Oakland is looking to recover any funds it can to trim a $130 million budget deficit that has forced major service reductions and layoffs in recent months. Residents have been especially concerned about the temporary closures of two fire stations in the fire-prone Oakland Hills and a plan to shutter four more.

City Council members have repeatedly implored the city administrator and budget team to find money to maintain services, especially to keep the firehouses open. Council members criticized the closures, but ultimately up to Johnson, who gained more control over Oakland’s spending last fall when the city had to enact a contingency budget due to the stalled Oakland Coliseum sale.

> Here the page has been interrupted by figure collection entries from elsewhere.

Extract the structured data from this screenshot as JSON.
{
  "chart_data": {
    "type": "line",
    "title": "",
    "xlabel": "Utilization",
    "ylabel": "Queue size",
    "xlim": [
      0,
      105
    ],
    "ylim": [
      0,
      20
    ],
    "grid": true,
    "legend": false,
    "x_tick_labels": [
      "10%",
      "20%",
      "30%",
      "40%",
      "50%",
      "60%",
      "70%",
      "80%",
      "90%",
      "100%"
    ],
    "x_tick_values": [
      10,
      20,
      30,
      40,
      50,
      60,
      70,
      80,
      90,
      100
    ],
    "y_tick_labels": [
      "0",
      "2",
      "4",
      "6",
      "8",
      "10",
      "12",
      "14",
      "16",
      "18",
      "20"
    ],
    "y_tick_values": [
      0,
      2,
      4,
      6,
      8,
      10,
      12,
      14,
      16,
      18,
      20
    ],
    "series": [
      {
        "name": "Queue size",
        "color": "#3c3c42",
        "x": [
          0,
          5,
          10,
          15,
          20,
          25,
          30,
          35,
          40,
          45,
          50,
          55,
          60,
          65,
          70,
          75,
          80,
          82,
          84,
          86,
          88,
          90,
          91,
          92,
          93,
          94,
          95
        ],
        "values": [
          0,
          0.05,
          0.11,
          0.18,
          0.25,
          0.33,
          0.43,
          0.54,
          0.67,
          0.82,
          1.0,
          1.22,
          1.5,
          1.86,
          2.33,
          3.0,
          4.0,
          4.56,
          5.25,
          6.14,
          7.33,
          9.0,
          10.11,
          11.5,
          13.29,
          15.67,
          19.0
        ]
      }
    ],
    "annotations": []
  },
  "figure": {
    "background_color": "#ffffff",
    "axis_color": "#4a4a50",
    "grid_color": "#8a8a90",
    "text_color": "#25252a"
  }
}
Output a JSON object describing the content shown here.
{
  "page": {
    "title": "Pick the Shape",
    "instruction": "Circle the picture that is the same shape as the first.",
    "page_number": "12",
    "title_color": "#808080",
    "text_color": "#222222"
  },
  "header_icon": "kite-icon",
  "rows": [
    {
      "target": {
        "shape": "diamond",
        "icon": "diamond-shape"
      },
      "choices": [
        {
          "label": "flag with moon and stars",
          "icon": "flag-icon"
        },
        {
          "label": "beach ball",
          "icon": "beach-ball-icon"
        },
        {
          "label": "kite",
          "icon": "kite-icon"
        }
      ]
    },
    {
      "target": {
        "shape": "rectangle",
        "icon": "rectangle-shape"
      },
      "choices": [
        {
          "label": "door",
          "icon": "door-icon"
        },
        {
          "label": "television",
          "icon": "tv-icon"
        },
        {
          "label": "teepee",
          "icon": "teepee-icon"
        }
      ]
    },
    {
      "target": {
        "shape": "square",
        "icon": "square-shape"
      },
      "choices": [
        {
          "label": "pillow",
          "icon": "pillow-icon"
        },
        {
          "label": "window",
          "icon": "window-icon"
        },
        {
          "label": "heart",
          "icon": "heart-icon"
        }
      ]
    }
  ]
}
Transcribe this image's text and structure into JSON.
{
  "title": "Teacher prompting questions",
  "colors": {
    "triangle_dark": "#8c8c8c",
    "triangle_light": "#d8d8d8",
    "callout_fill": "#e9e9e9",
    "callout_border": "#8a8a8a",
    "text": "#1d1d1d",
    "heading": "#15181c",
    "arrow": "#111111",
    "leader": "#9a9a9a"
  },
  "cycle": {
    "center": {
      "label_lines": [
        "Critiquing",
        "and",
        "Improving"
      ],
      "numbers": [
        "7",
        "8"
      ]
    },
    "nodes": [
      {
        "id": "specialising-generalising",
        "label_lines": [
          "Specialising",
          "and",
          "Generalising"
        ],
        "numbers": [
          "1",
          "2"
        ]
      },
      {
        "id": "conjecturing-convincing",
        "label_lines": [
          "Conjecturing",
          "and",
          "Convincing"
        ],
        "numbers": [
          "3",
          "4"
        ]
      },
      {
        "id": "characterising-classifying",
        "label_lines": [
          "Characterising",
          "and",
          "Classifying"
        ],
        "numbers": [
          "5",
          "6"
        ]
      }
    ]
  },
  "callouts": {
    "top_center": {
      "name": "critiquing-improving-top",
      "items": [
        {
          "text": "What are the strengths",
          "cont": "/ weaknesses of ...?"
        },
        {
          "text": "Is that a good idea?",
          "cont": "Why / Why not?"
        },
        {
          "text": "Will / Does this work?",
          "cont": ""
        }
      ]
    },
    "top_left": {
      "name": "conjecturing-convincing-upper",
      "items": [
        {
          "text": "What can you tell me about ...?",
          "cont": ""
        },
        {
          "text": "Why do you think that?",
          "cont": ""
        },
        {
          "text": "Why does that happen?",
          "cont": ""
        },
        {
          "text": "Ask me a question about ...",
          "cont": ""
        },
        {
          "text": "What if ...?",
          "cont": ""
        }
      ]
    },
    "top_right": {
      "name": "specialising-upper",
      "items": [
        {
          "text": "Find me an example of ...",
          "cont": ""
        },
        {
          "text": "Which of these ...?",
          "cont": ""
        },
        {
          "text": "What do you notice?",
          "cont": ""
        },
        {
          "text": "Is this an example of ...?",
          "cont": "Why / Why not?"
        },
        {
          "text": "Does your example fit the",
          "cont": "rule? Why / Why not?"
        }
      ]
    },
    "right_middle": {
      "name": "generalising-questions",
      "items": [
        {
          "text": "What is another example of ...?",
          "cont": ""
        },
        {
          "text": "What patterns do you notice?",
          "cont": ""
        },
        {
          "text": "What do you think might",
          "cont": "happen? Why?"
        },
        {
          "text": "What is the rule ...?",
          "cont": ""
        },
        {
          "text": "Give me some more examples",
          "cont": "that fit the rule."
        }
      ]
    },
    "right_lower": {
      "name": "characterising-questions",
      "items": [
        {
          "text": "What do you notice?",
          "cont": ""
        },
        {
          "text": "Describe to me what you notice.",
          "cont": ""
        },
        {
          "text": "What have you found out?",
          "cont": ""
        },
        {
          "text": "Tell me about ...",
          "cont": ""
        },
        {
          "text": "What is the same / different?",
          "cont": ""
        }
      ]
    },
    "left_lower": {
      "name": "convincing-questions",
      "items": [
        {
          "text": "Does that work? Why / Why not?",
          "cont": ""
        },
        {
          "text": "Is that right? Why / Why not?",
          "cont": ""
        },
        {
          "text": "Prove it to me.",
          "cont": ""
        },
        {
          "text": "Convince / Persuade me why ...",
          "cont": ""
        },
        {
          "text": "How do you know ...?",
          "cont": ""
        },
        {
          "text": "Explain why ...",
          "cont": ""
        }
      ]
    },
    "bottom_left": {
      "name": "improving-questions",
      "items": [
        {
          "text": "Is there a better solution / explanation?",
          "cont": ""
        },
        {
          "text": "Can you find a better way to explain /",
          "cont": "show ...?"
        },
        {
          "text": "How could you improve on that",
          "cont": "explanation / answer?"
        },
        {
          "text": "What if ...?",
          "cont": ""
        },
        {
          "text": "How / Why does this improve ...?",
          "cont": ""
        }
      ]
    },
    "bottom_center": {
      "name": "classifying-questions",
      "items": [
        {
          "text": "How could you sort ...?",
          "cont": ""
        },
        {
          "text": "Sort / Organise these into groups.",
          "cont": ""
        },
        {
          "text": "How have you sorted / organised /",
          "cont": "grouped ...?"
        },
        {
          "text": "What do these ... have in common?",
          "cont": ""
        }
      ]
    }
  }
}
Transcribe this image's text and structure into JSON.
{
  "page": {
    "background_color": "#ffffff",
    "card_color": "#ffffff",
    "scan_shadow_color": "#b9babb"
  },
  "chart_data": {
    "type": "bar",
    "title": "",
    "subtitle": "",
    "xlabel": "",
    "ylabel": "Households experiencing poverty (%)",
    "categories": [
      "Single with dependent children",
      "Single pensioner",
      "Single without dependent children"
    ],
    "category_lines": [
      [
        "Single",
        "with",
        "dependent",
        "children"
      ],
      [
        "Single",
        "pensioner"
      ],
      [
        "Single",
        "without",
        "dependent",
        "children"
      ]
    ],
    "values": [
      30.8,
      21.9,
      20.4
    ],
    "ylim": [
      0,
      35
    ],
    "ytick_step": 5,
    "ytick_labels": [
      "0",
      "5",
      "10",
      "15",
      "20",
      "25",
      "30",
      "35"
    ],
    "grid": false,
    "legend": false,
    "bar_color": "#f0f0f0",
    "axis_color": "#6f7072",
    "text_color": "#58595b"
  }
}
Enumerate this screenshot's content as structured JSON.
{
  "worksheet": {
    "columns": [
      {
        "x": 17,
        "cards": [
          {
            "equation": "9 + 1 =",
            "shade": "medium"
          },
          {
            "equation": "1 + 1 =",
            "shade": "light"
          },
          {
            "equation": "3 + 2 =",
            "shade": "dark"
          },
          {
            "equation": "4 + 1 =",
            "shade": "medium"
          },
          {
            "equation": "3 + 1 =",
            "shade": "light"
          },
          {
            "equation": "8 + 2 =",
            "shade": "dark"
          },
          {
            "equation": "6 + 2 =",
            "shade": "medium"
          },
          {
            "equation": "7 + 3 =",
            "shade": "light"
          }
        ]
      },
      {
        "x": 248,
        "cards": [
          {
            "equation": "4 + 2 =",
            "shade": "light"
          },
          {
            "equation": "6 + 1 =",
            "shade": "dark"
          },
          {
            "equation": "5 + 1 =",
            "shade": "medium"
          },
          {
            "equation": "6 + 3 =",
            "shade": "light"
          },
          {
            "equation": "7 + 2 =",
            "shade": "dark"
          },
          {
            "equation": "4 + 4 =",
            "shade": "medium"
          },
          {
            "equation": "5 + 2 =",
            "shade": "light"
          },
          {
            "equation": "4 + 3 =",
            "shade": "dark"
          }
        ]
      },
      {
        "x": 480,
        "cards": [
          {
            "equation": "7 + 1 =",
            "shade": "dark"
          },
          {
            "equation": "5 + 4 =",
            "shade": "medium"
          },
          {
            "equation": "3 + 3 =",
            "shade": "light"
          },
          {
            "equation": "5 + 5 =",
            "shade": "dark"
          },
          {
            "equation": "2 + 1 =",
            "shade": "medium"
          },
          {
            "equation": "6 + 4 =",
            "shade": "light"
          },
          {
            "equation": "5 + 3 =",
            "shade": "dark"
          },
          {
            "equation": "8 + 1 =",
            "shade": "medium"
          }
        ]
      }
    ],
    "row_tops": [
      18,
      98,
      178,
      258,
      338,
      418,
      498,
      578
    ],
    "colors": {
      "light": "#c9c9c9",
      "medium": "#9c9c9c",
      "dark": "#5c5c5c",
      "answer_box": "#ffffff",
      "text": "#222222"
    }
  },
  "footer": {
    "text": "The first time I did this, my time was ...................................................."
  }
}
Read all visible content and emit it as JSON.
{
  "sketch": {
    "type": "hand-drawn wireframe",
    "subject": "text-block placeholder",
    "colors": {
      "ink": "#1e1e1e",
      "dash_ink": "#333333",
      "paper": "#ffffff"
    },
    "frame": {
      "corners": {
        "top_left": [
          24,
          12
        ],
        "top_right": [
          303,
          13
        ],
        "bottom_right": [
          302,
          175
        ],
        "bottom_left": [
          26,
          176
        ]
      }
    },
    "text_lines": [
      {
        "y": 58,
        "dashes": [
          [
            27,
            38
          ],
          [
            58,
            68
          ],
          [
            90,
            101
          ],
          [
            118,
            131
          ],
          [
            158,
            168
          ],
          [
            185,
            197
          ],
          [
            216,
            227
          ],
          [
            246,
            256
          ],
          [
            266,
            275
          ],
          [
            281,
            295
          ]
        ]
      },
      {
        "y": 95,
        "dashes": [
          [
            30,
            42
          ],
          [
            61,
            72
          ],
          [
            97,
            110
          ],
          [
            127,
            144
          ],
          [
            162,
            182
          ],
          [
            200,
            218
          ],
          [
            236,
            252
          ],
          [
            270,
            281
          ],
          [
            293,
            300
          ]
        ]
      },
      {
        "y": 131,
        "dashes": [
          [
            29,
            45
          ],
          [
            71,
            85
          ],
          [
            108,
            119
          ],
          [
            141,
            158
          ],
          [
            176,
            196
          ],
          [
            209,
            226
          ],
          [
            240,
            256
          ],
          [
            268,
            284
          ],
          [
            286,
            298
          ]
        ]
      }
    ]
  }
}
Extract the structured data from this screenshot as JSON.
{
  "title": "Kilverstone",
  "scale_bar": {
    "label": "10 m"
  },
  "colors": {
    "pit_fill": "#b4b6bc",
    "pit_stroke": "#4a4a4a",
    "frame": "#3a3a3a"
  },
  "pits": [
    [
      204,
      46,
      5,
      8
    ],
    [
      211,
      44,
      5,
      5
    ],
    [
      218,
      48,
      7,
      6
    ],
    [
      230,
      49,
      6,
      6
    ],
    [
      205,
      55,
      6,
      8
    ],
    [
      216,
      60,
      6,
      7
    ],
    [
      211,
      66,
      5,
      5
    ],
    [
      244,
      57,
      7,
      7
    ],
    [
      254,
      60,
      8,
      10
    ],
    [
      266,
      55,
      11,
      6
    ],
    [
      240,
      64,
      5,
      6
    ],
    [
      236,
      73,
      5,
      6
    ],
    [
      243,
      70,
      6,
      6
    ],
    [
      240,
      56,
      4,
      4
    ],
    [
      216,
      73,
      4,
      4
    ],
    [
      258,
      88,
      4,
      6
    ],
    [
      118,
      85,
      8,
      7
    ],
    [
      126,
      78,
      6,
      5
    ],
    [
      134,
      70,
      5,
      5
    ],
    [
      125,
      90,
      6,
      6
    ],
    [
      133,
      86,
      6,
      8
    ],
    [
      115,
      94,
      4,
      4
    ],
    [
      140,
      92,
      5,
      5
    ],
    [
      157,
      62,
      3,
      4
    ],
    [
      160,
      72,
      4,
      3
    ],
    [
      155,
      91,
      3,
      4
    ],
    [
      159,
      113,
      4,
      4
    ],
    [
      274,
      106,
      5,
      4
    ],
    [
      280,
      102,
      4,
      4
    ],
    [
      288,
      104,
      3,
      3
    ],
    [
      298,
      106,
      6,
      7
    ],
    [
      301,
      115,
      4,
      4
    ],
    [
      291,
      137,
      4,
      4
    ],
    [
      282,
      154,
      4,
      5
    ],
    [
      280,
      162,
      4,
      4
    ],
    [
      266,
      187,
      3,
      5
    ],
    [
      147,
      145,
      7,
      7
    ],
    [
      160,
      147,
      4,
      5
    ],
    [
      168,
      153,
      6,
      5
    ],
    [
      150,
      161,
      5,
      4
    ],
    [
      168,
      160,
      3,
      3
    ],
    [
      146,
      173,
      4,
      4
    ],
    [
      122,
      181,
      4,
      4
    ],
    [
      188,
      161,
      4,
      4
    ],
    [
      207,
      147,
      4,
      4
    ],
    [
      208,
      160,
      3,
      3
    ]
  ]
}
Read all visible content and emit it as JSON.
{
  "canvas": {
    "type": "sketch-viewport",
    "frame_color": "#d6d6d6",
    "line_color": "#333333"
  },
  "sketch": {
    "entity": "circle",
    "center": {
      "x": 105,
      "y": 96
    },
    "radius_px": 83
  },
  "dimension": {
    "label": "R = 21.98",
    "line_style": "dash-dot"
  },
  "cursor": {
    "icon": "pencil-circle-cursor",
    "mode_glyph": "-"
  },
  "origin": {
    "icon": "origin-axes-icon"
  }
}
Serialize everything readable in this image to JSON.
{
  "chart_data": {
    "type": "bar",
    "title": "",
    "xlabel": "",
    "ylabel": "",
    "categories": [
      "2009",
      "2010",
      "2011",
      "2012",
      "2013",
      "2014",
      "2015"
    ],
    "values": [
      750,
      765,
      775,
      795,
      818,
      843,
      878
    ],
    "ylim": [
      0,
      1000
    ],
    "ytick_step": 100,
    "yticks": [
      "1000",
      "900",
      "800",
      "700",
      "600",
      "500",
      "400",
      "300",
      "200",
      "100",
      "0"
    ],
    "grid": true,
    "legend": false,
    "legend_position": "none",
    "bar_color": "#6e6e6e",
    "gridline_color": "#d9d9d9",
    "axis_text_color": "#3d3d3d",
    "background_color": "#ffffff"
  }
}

“We’re browning out fire stations, employees have been laid off due to just a lack of resources, and now we find that for years, the city has been wasting money on unauthorized overtime,” Houston said. “And at this time, we just need to be making the best use of every penny that we have, so I hope the city administrator rectifies the issue.”

Councilmember Janani Ramachandran, who voted against the contingency budget last summer, and two other council members have introduced legislation that could ward off additional fire cuts. The resolution, which would pay for the services with funding from the city’s transportation and self-liability fund and revenue from events held at the Coliseum, is set for a council vote next month.

Oakland Councilmember Janani Ramachandran, right, addresses a crowd in downtown Oakland, California, on Saturday, Feb. 8, 2025. Ramachandran and two other council members introduced legislation to ward off additional cuts to the city’s firehouses. (David M. Barreda/KQED)

The legislation also initially aimed to strip Johnson of his expanded fiscal power — which Ramachandran said at the time was supposed to be the power of the council — but that piece of the ordinance was removed during a budget committee hearing last week.

“This is a lot of money that we can’t afford, and we should be looking throughout the city to see if we can identify similar inefficiencies that could lead us to have more money in our budget to fund basic services,” Ramachandran told KQED.

Following the audit, Houston also said staff should work with the city attorney’s office to address past overpayments, but he didn’t offer any insight into what recourse could be taken.

“Every little penny counts,” Houston said. “So when you think of $1.7 million, that would be about half the size of the city auditor’s office, so that is a significant amount of money that needs to be put to good use and not be wasted.”

Interim Mayor Kevin Jenkins didn’t specify what steps he would take Friday, but he said he plans to meet with the city auditor and city administrator to “see what the best path moving forward” is.

“When it comes down to the $1.6 million, we have budgetary issues and any waste is a challenge for us as we are trying to get our budget together, as we are trying to do our statutory requirements as a city,” he told KQED.

KQED’s Alex Hall contributed to this report.